I have many work benches out in the workshop, but inside my home I wanted an area I can work in. Something close by where I can do smaller and less dirty tasks. I found some Workpro benches that would suit my needs. I got myself two of them, one of them is L-shaped and the other can be raised or lowered. So should make for a versatile workspace.
I have this corner and a door that is blocked off on the other side, so its not much use. So I measured this area and found the biggest workbench I could find. I considered putting a office desk here, but instead went with a more heavy duty option.
Getting ready to put them together was mostly taking everything out of the boxes, getting the plastic off and setting them together.
Eventually I had everything out of the box, makes it easier to visualize how it will all go together.
Time to get the manual out, and start looking at how it goes together.

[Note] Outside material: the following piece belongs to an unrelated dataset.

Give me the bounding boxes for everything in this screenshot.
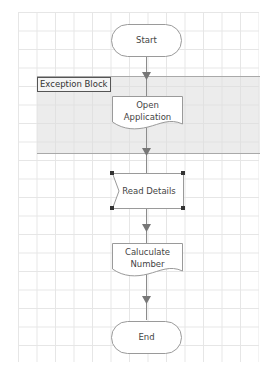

Its pretty straight forward.
The hardest part is making sure you put the legs on the right way, as the gears inside will turn the wrong way if you do not put the legs on the right way. Making the table not raise or lower. So there are A and B lettering you must pay attention to.
Got it together and tested it out before proceeding. I was successful the first time in putting the legs on the right way.. thats nice.
The second hardest thing is assembling this table using the provided tools. There were four lock nuts that had to be tightened. Felt like these took about half the time of the whole build.. lol
With one table assembled, we now have a place to put the parts to the next table... yay, no more picking parts off the ground. lol
The next table is two attached to each other, making it a L-shape.
It is all assembled using metal brackets and screws.
During the assembly, its hard to put it together upside down and still imagine it the right way when flipped back over.
The tools used to put all this together was minimal, a socket wrench would have gone a long way.
Once built, I flipped the table and quickly put some unfinished projects on it.
I wrapped up on building my fertilizer spreader for my garlic fields.
This thing holds up to 85 pounds of fertilizer at a time, once the weather dries up I will give it a try. Should fling the granuals and then I will till it all in.
It attaches to the back of my riding mower, and you reach behind you to open or close the gate that allows the fertilizer to fall out.
Got all my bags of fertilizers ready to go, the amounts used were suggested by a soil health test I completed months back.
Got all kinds of good stuff the for field.
That copper powder looks so cool.. lol
Some of the powdered stuff I hope will still work inside of the fertilizer spreader. I will probably need to mix all of these together and spread them out in batches.
Now I have my paracord project to work on, I had a 1000' spool fall apart on me. Giving me endless tangled up paracord.
I cut out pieces the best I could and gathered them, my plan is to take some snap hooks and d rings making different length general use cords. Not sure yet but that is the plan with all these pieces of paracord cut up. Having a work bench to do this all on will be nice, looking forward to the many projects in the near future I will work on from these benches.